The Devil and Anthony Bourdain


September 30, 2021 —
Anthony Bourdain sat here. Where I was sitting. Not the exact seat, but just down the short counter of this tiny diner in New Jersey. And you know what he talked about? The Jersey Devil.

The Pine Barrens of New Jersey have been on my oddity list since Day 1 of OTIS. All because of that Jersey Devil. But I just never got to them. Not in a decade and a half of OTIS. And the reason is solely because I thought to do them right, I would have to camp there. And I wanted to do them right. I wanted to brave the eerie stillness and vampire bugs of a spooky forest with only a thin layer of nylon tent between me and the hoofed feet of an airborne demon that had been haunting the place since colonial times.

But camping, as so often happens, just didn’t happen. However, this year I got a new excuse to visit in a different way, an easier way: My cryptid book project.



For this book that I’m working on, The United States of Cryptids, I’m not looking for cryptids. I’m looking for places that celebrate cryptids. You know, places with festivals and statues and placards and museums. Where local spirit has nothing to do with sports and everything to do with that one week in the 1970s that something weird stalked the town. That meant I could cruise around in an air-conditioned car, blasting the Misfits at top volume, and seeing how the Pine Barrens treated its resident devil.

And…I didn’t find much. And that’s fine. It’s such an ingrained myth that it seems almost redundant to physically incarnate it. But I had a failsafe.

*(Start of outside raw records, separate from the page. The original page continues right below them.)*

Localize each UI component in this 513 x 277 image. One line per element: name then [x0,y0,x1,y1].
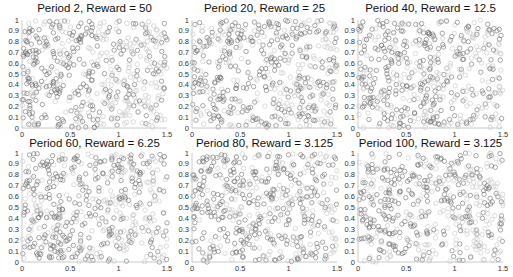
y-tick-label: 0.5 [345,203,355,212]
subplot-title: Period 100, Reward = 3.125 [358,137,503,149]
x-tick-label: 1 [453,264,457,273]
y-tick-label: 0 [351,258,355,267]
y-tick-label: 0.8 [345,170,355,179]
y-tick-label: 0.6 [345,192,355,201]
y-tick-label: 0.4 [345,214,355,223]
x-tick-label: 1.5 [498,264,508,273]
y-tick-label: 0.1 [345,247,355,256]
data-points [357,151,505,264]
y-tick-label: 0.9 [345,159,355,168]
x-tick-label: 0.5 [401,264,411,273]
y-tick-label: 0.2 [345,236,355,245]
y-tick-label: 0.3 [345,225,355,234]
x-tick-label: 0 [356,264,360,273]
y-tick-label: 0.7 [345,181,355,190]
subplot-period-100: 00.10.20.30.40.50.60.70.80.9100.511.5 Pe… [0,0,513,277]
y-tick-label: 1 [351,149,355,158]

I made sure I started my journey at Lucille’s Country Cooking in Barnegat, right on the eastern edge of the Barrens.…because they have a wooden statue of the Jersey Devil in front of their diner.


I got out, took pictures of the monster, and then went in and grabbed a stool at the counter. It’s the photos on the wall that tipped me off to the Anthony Bourdain connection. Later that night, back home in New Hampshire, I watched the episode of Parts Unknown (S5:E6) where he visits and was delighted that he discussed the Devil. After I finished up my German omelet and toast, I bought a Jersey Devil t-shirt and headed out to the dirt roads, forests, and towns of the Barrens.


Of course, you know me, I didn’t just drive at random. I charted a few unrelated-to-the-Devil oddities to see as I went. Like the death marker of Captain Emilio Carranza Rodríguez. They called him the Mexican Lindbergh because of all the flying records he set before the age of 22. And he didn't have an after 22. On July 12, 1928, the young aviator was flying from New York to Mexico City when, Bermuda Triangle-like, he hit a storm above the Barrens, crashed, and died. In 1931, a marker was dedicated to him on the spot of the crash.


I also visited the heavily graffitied ruins of an early 20th century brick factory that was the site of four different immolations (two of which were a murder-suicide), in addition to rumors of a witch and a warlock. You can see photos and read my account of that place here. Cool site, and my only disappointment being not finding any Jersey Devils graffitied on it. A Jack Skellington. Ghosts. Skulls. Eyeballs. Penises. But no Devil.


But I was not disappointed by the Pine Barrens, even though “casual Saturday drive” wasn’t how I always expected I’d see them. However, one day I will camp there and I will strain my ears for the beating of leather wings in the night and I will try not to think of the movie The Last Broadcast.